About five times during Message in a Bottle, I checked the time on my wristwatch as well as my pulse to see if I was still alive. The screen romance between stars Kevin Costner and Robin Wright Penn is so labored, the movie makes the insufferably long Meet Joe Black look like a coming attraction by comparison.

Conveniently released for the Valentine’s Day date crowd, Message in a Bottle is shamelessly sentimental and sappy at the same time. The schmaltz reaches the level of one of those television coffee commercials. Not the Taster’s Choice romance series, mind you, but the Folger’s Crystals Christmas commercial where Peter comes home from college.

Adopted from the best seller written by Nicholas Sparks, the pharmaceutical salesman turned author who hit it big with "The Notebook," Message in a Bottle follows the incredulous romance between a Chicago newspaperwoman and a North Carolina shipbuilder.

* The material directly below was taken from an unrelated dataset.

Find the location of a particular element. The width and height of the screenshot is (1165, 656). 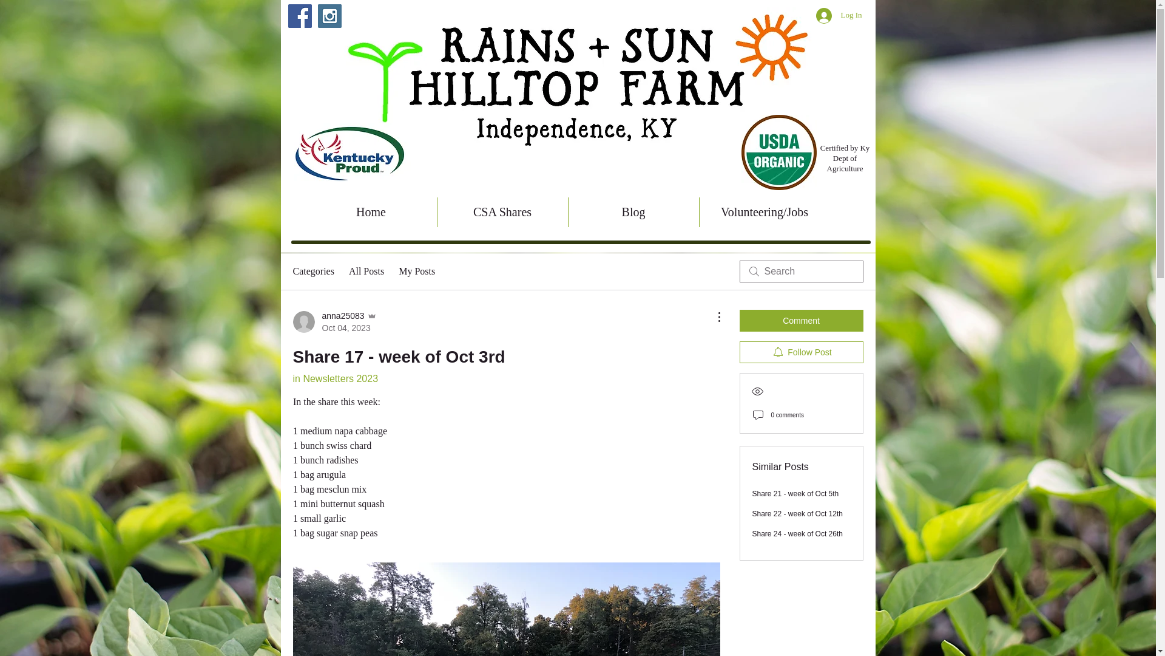

Share 24 - week of Oct 26th is located at coordinates (798, 533).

Single mom scribe Theresa Osborne (Wright Penn) finds a corked bottle on the beach while vacationing in New England. The bottle contains a love letter from "G" to his "true north" named Catherine. To make a really long story short, Theresa goes on assignment for her newspaper to find the writer after a columnist prints the letter verbatim.

Theresa travels to the North Carolina Outer Banks. "G" is male babe Garret Blake (Costner), and the romance is on. Garret lost his wife two years earlier and is still in mourning. The two begin a cross country relationship that one senses isn’t going to make it.

Thank goodness the producer cast Paul Newman as Garret’s crusty father, Dodge. Newman picks up the slack left by Costner’s uninspired performance. All the way through this melancholic tear jerker, I kept saying to myself, "Costner is miscast. Where’s Nicholas Cage?"

I have fond memories of the Outer Banks from my days as a college student in the early 1970’s. Little to my surprise did I see in the end credits that the filming took place in Maine, not North Carolina. Given all of this film’s contrivances, it figures.